Most people picture a bullet traveling in a roughly straight line, maybe dipping a little at the very end of its flight. That picture is wrong.
A bullet starts dropping the instant it leaves the barrel, and the downward curve accelerates the entire way out. That gap between intuition and physics is exactly where missed shots live.
Gravity Doesn't Wait
Let's clear up the biggest myth in ballistics: muzzle velocity does not defy gravity.
The moment a bullet exits the muzzle, two independent forces act on it at the same time. Forward momentum carries it downrange. Gravity pulls it toward the earth at 32.2 feet per second squared, immediately, without delay. There is no grace period where the bullet flies flat.
A classic physics demonstration makes the point cleanly: fire a bullet perfectly level, and drop an identical bullet from the same height at the same instant, and both hit the ground at the same time. Gravity doesn't care how fast the bullet is moving forward. (In practice, your barrel is tilted slightly upward so the trajectory intersects your line of sight at your zero distance. More on that in a moment.)
The Curve Isn't Uniform
Here is the insight that catches most shooters off guard: bullet drop does not scale linearly with distance.
If your bullet drops 1.5 inches at 100 yards, you might expect 3 inches at 200 yards. But that's not how it works. At 200 yards that same bullet might be 7 inches low. By 500 yards, with a typical factory load, the bullet has dropped roughly 48 inches: about the height of the muzzle from a standing position.

Drop from a level barrel: the curve accelerates as the bullet slows. Ground strike at ~405 yards, 48 inches below the line of departure.
The reason is air resistance. As the bullet flies, drag constantly bleeds off its forward velocity. Because it takes longer to travel the second 100 yards than the first, gravity has more time to act during that second stretch. The further the bullet travels, the slower it moves, and the more sharply the trajectory curves downward. This is why precise distance estimation matters so much in the field.
Your Zero Doesn't Eliminate the Curve
If bullets drop from the moment they leave the barrel, how do we hit anything? The answer is in how you zero the rifle.
When you zero, you aren't making the bullet fly straight. You're tilting the barrel slightly upward relative to your scope. Think of your line of sight as a straight horizontal beam. The bullet starts below that beam at the muzzle, arcs up through it, reaches its highest point, then curves back down and crosses your line of sight a second time at your zero distance.
The curve always exists. Zeroing just picks the distance where it intersects your aim.

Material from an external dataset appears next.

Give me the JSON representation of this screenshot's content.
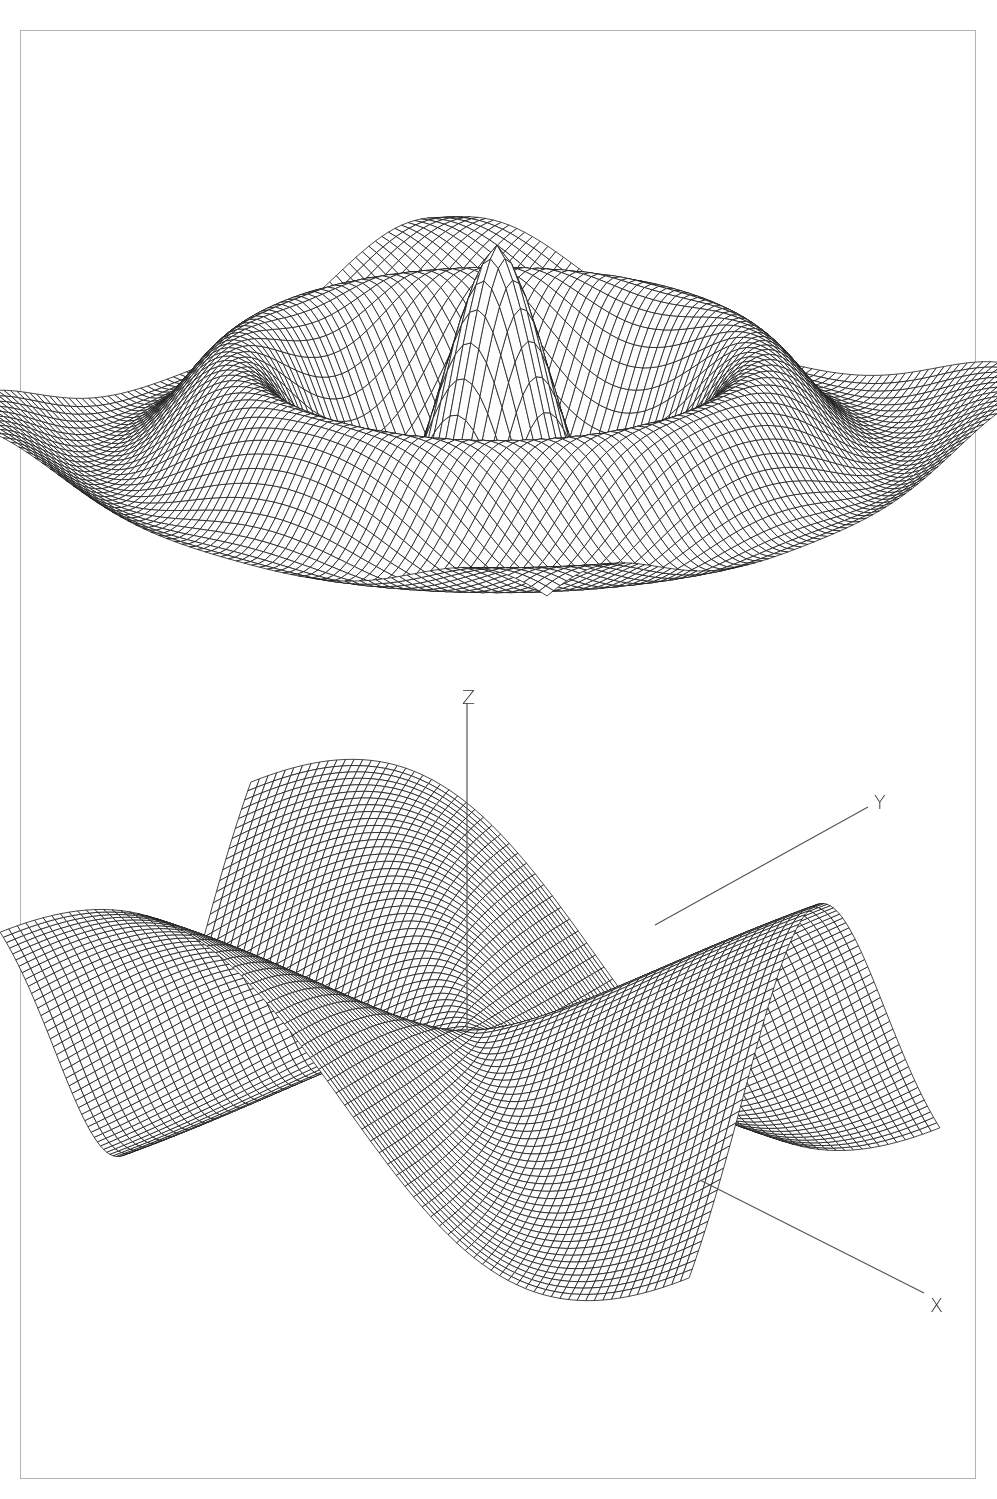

A 100-yard zero: the bullet crosses the line of sight twice. The curve still exists. Zeroing picks the distance where it intersects your aim.
Wind Adds a Second Problem
Gravity pulls the bullet down. Wind pushes it sideways. And like drop, wind drift is not linear.
At short ranges a light crosswind barely registers, because the bullet spends so little time in the air. At distance, that same wind has much more time to work, and the drift compounds as the bullet slows. The two forces, vertical and horizontal, operate independently, and neither one is forgiving at extended range.
How well a bullet resists wind drift comes down largely to its shape and weight. That's what ballistic coefficient measures. If that concept is new to you, What Is Ballistic Coefficient? covers it in plain language.
Every Load Has Its Own Curve
There is no universal trajectory. Every combination of rifle, cartridge, and conditions produces a unique flight path.
A 6.5 Creedmoor pushing a sleek 140-grain bullet at around 2,700 fps will have a much shallower, more forgiving curve than a heavy, slow-moving .45-70 Government stepping out at around 1,850 fps. Change the altitude, temperature, or bullet weight and the math changes with it. The only way to know what your specific load does at distance is to calculate it.

Same zero, two very different curves. The faster 6.5 Creedmoor load (orange) stays flatter significantly longer than the heavy .45-70 Government load (blue).
See Your Load's Trajectory
Understanding trajectory starts with replacing assumption with data. Plug your load into the BSL ballistics calculator and watch the curve take shape. See where your bullet is at 200 yards, at 300, at 400. You may be surprised how much it has moved before it gets there.
Once you've run it, How to Read a Ballistics Chart walks through what the graph is actually telling you and how to use that information in the field.